Album Review: Suzannah Espie - Sea Of Lights

30 October 2012 | 2:34 pm | Danielle O'Donohue

Espie may not be as well-known in other parts of the country as she is in Melbourne, but alt-country fans across Australia would be doing themselves a disservice to not remember this name.

Suzannah Espie has been a fixture on Melbourne's alt-country scene for almost 15 years. It's that experience that allows an artist like Espie to record an album like this. Put together over three days on four-track by Jeff Lang, this album is a collaboration between a group of friends, with Espie and Lang joined by Liz Stringer and Chris Altmann on production duties. Despite the 40-degree Melbourne heat in which the album was recorded, the overwhelming feeling Sea Of Lights gives off is a beautifully relaxed grace.

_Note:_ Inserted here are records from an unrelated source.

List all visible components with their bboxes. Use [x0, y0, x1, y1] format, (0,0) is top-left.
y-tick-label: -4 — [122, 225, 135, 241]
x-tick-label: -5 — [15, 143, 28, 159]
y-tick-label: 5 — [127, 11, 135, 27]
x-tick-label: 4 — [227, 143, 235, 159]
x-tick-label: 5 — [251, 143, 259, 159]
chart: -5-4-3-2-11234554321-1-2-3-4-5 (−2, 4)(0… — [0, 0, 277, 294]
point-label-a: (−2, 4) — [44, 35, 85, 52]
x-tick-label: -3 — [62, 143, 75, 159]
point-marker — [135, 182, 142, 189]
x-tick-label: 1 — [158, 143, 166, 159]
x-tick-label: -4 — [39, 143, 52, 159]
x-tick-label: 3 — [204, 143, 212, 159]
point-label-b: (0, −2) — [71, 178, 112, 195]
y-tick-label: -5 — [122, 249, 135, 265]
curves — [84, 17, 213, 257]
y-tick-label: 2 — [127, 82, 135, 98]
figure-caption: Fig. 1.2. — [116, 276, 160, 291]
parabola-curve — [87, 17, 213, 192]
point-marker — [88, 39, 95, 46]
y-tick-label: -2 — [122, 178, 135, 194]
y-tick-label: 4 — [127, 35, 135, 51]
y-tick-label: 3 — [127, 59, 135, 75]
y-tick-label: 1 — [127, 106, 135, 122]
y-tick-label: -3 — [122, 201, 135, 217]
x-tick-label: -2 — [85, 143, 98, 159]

The banjo and mandolin wrap earthy, bluegrass melodies around Espie's effortless voice. Though there isn't an absolute showstopper track here, the album offers up a couple of charming almosts, including Rosedale, the story of a wedding that forces the song's protagonist to admit her feelings for the groom, though she's not the bride, and Raining In Armidale, a song written by folk artist Annaliesse Monaro with a gorgeous gentle swing and Altmann's fiddle playing.

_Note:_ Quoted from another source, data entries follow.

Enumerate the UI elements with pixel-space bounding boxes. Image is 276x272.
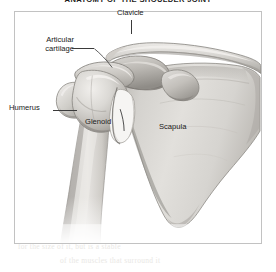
label-glenoid: Glenoid [85, 117, 111, 126]
leader-line-articular-cartilage [72, 48, 94, 49]
label-humerus: Humerus [9, 103, 40, 112]
label-articular-cartilage-line1: Articular [46, 35, 74, 44]
leader-line-clavicle [131, 20, 132, 34]
leader-line-humerus [53, 110, 77, 111]
label-clavicle: Clavicle [117, 8, 144, 17]
label-articular-cartilage: Articularcartilage [18, 35, 74, 54]
label-scapula: Scapula [159, 122, 186, 131]
figure-title: ANATOMY OF THE SHOULDER JOINT [0, 0, 276, 4]
ghost-text-line: of the muscles that surround it [60, 256, 160, 265]
label-articular-cartilage-line2: cartilage [45, 44, 74, 53]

Though harmonies are used sparingly they resonate when they are. Black Lighthouse plays the female and male vocals off each other to touching effect. But Espie's voice is confident and clear on its own and the decision to hold back on the harmonies has definitely been well made. There's an ease to this album that only comes from sitting in a room among friends, switching the mics on and pressing record. Espie may not be as well-known in other parts of the country as she is in Melbourne, but alt-country fans across Australia would be doing themselves a disservice to not remember this name.